=== Goal of the exercise ===
When you transcribe the listing, keep each line exact and drop the pictures.
☆ ☆ ☆
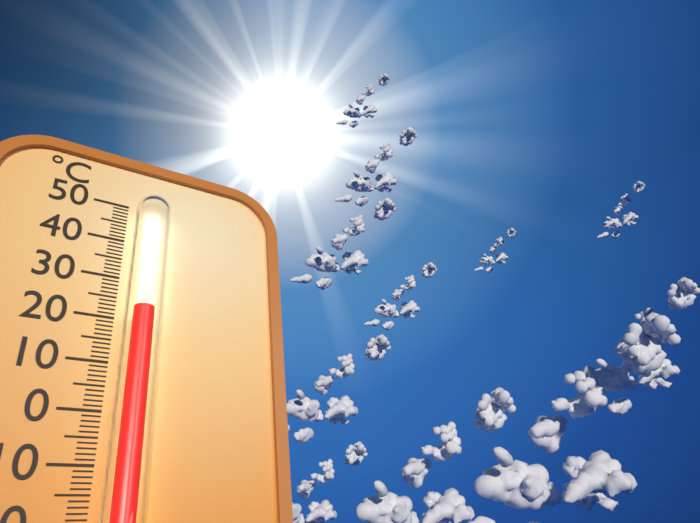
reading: 21 °C
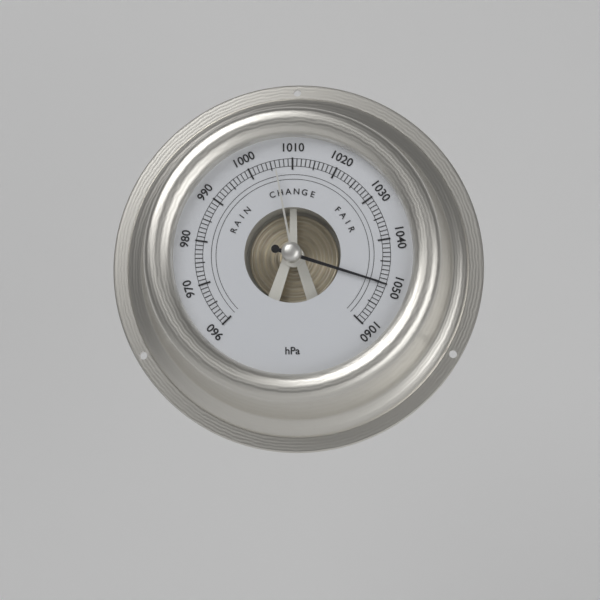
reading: 1050 hPa
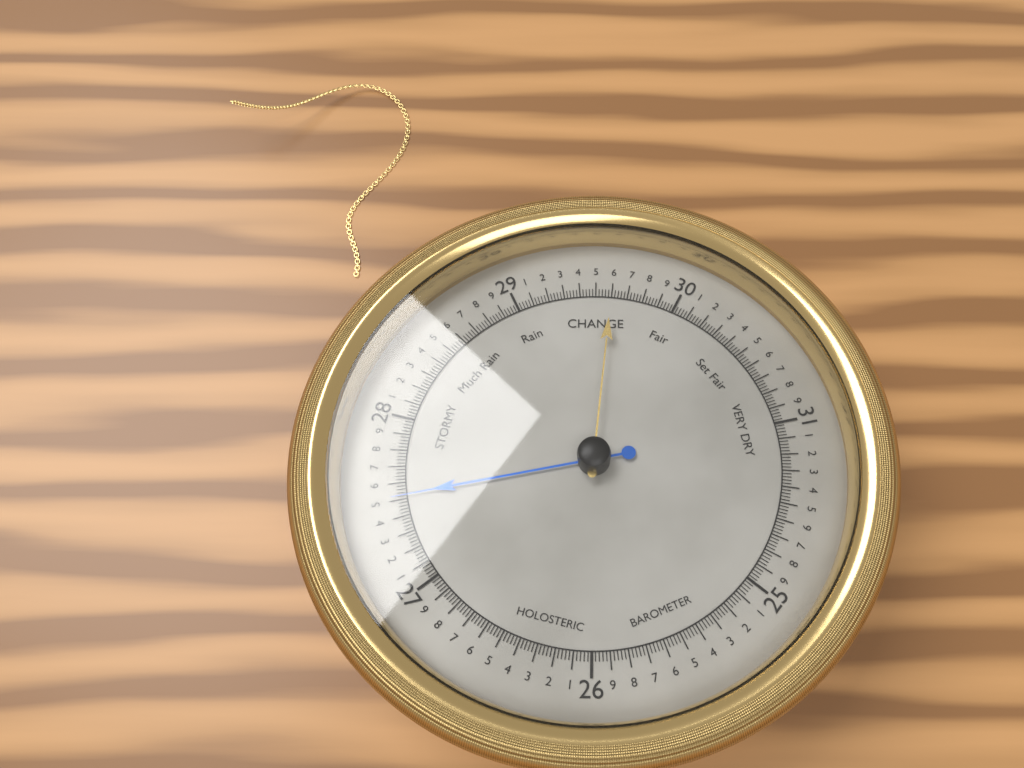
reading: 27.52 (no unit)
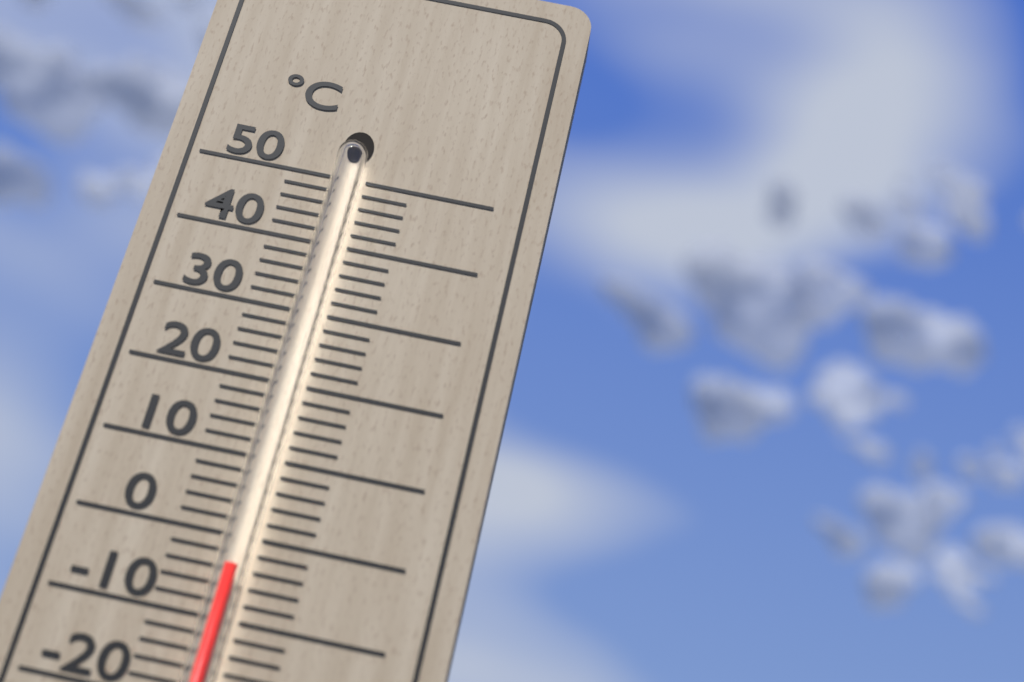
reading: -4 °C
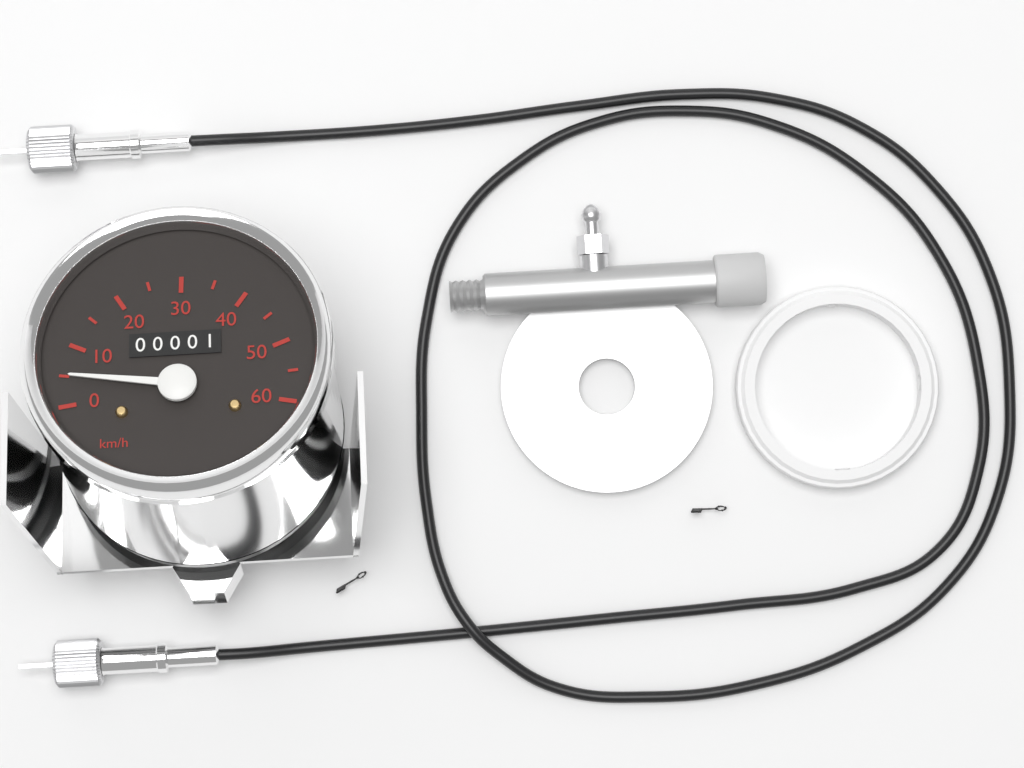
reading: 5 km/h
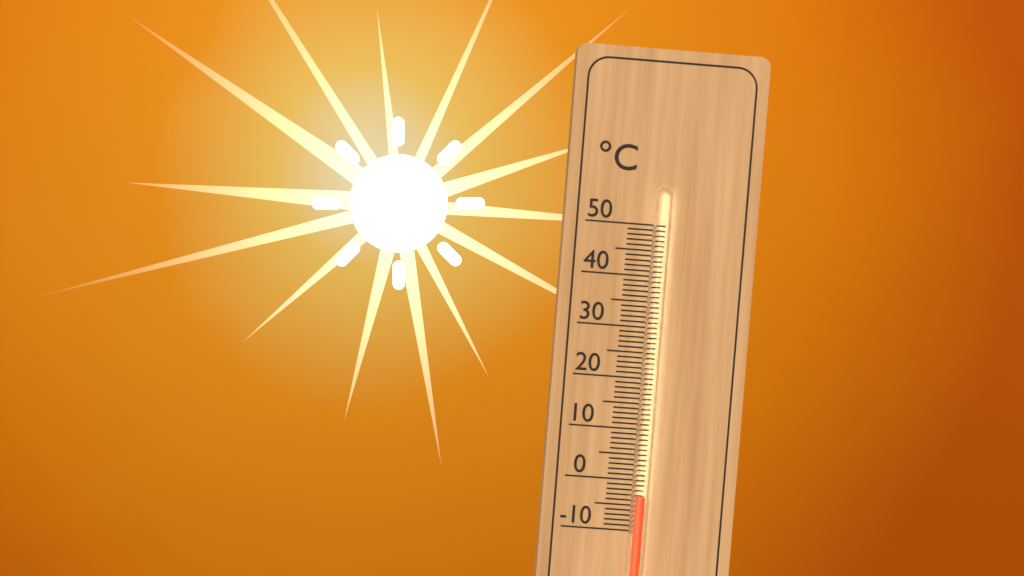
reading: -3 °C
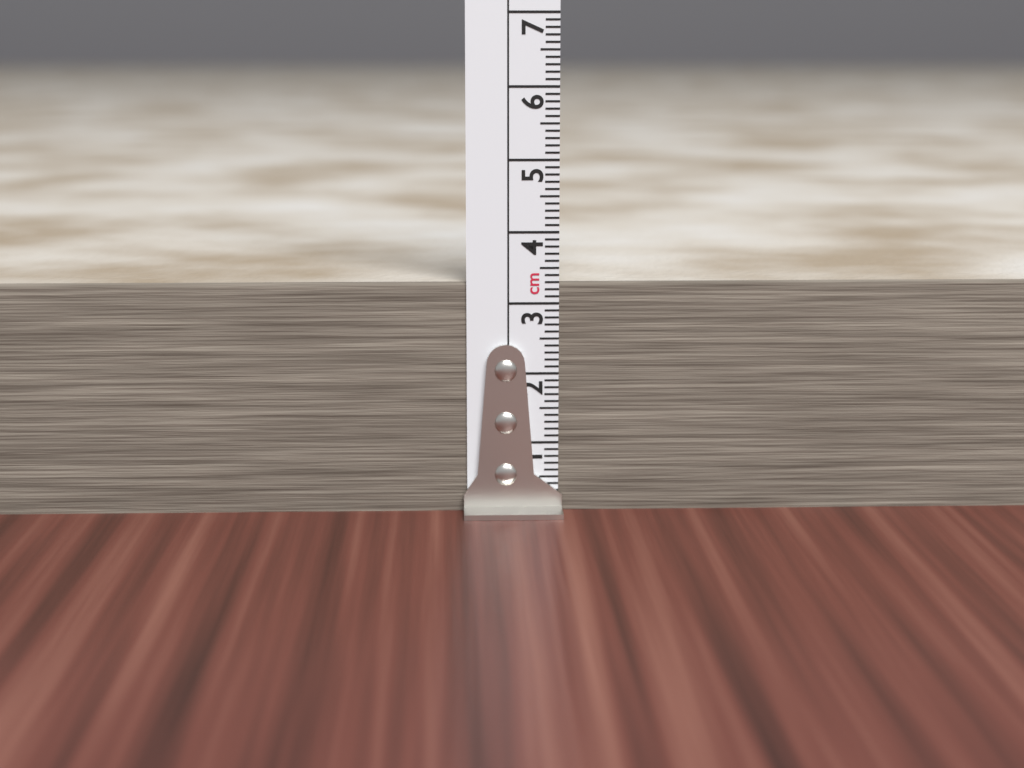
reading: 3.3 cm
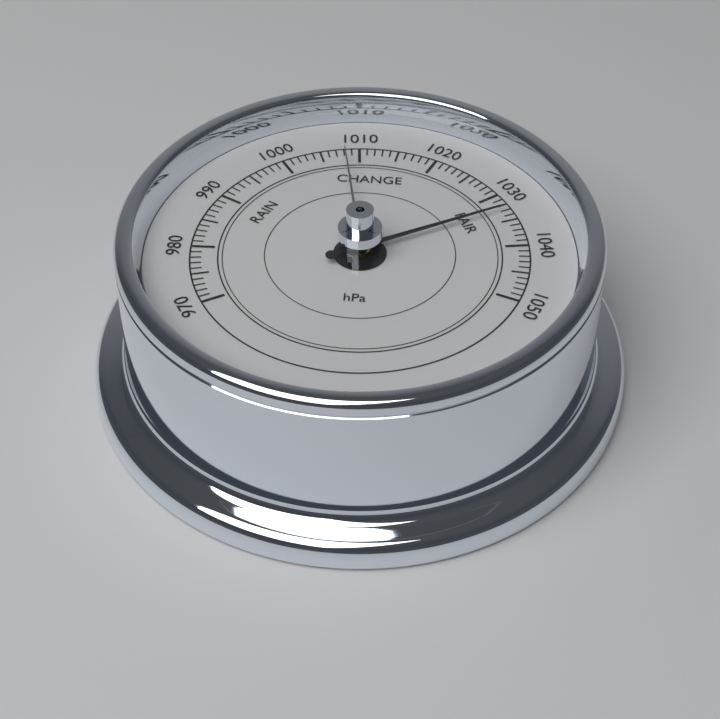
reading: 1033 hPa
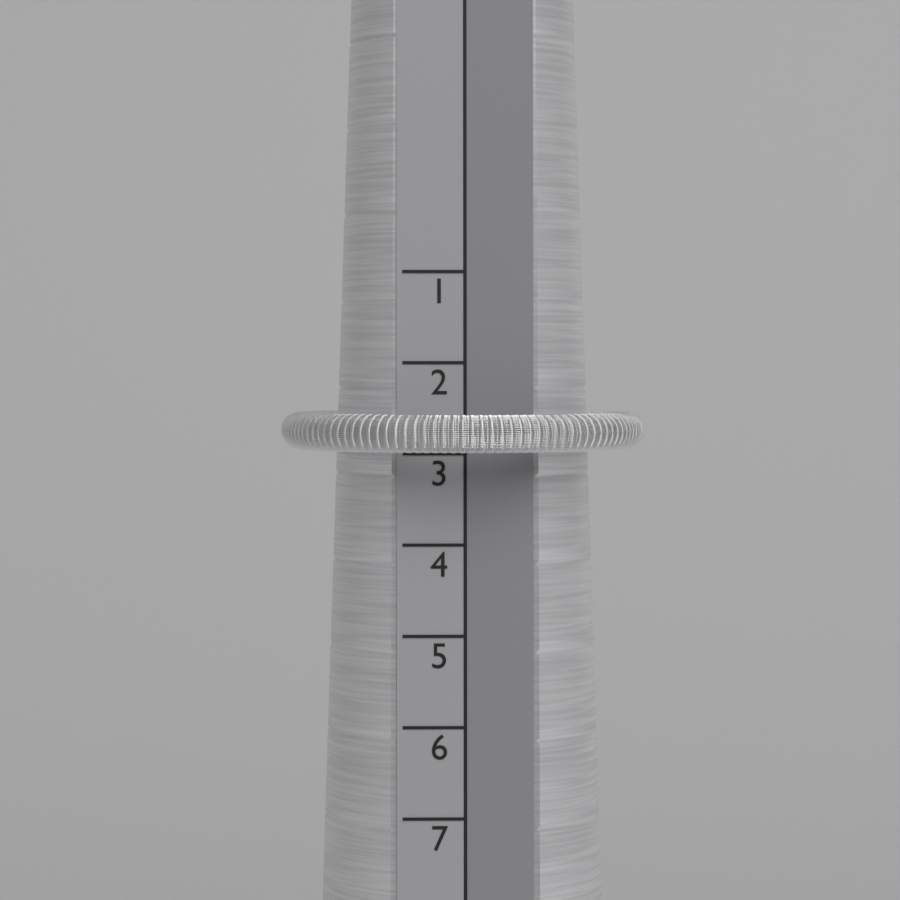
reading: 3 (no unit)
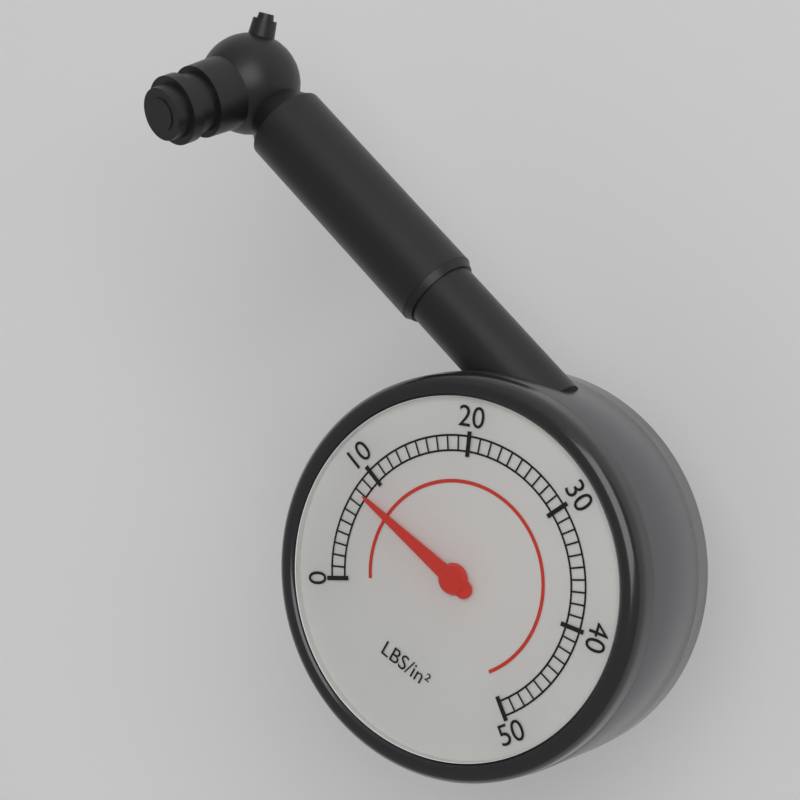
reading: 8 psi
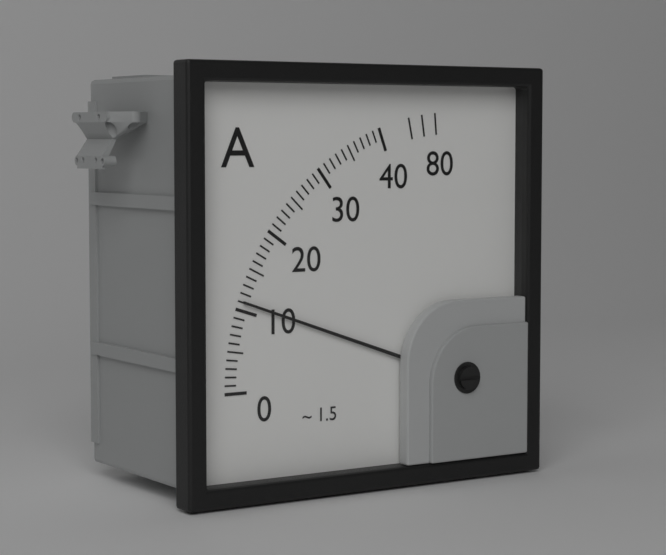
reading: 11 A
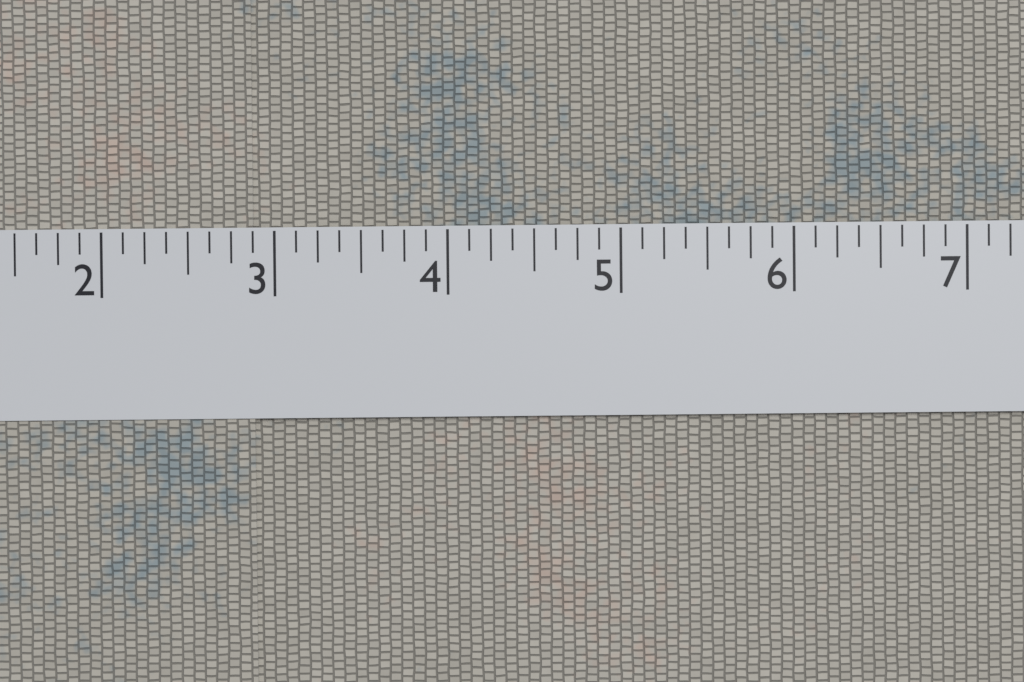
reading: 2.875 in
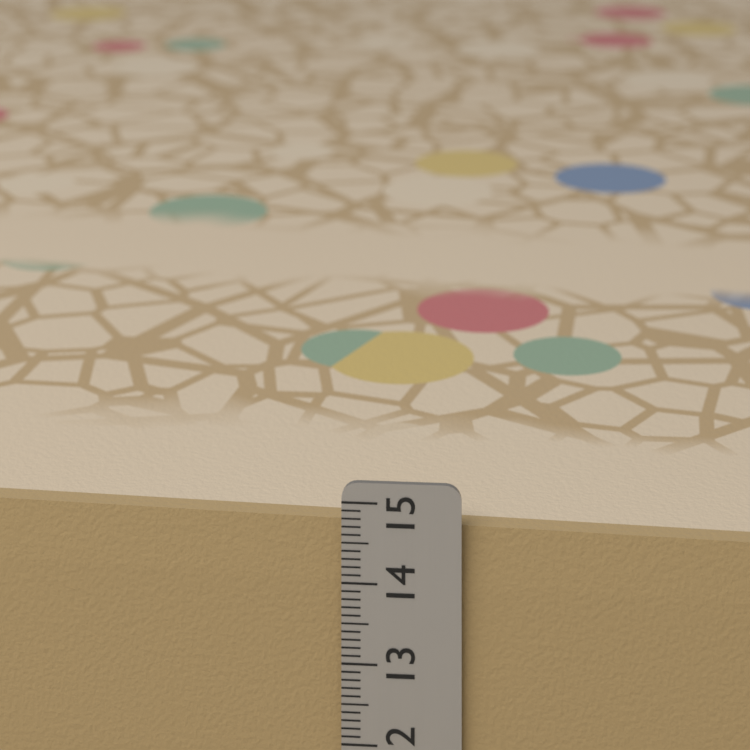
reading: 14.7 cm
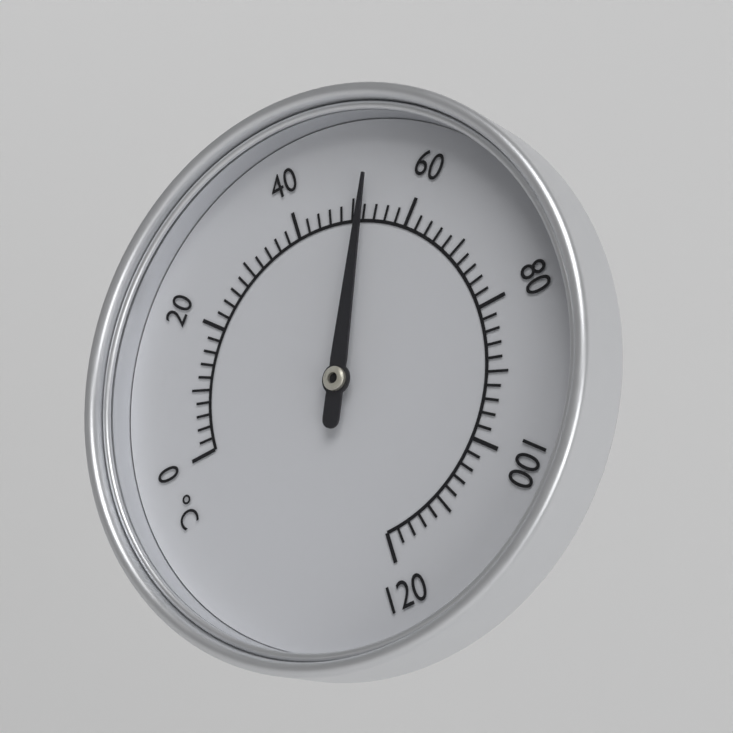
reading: 52 °C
☆ ☆ ☆
=== Response area ===
reading: 21 °C
reading: 1050 hPa
reading: 27.52 (no unit)
reading: -4 °C
reading: 5 km/h
reading: -3 °C
reading: 3.3 cm
reading: 1033 hPa
reading: 3 (no unit)
reading: 8 psi
reading: 11 A
reading: 2.875 in
reading: 14.7 cm
reading: 52 °C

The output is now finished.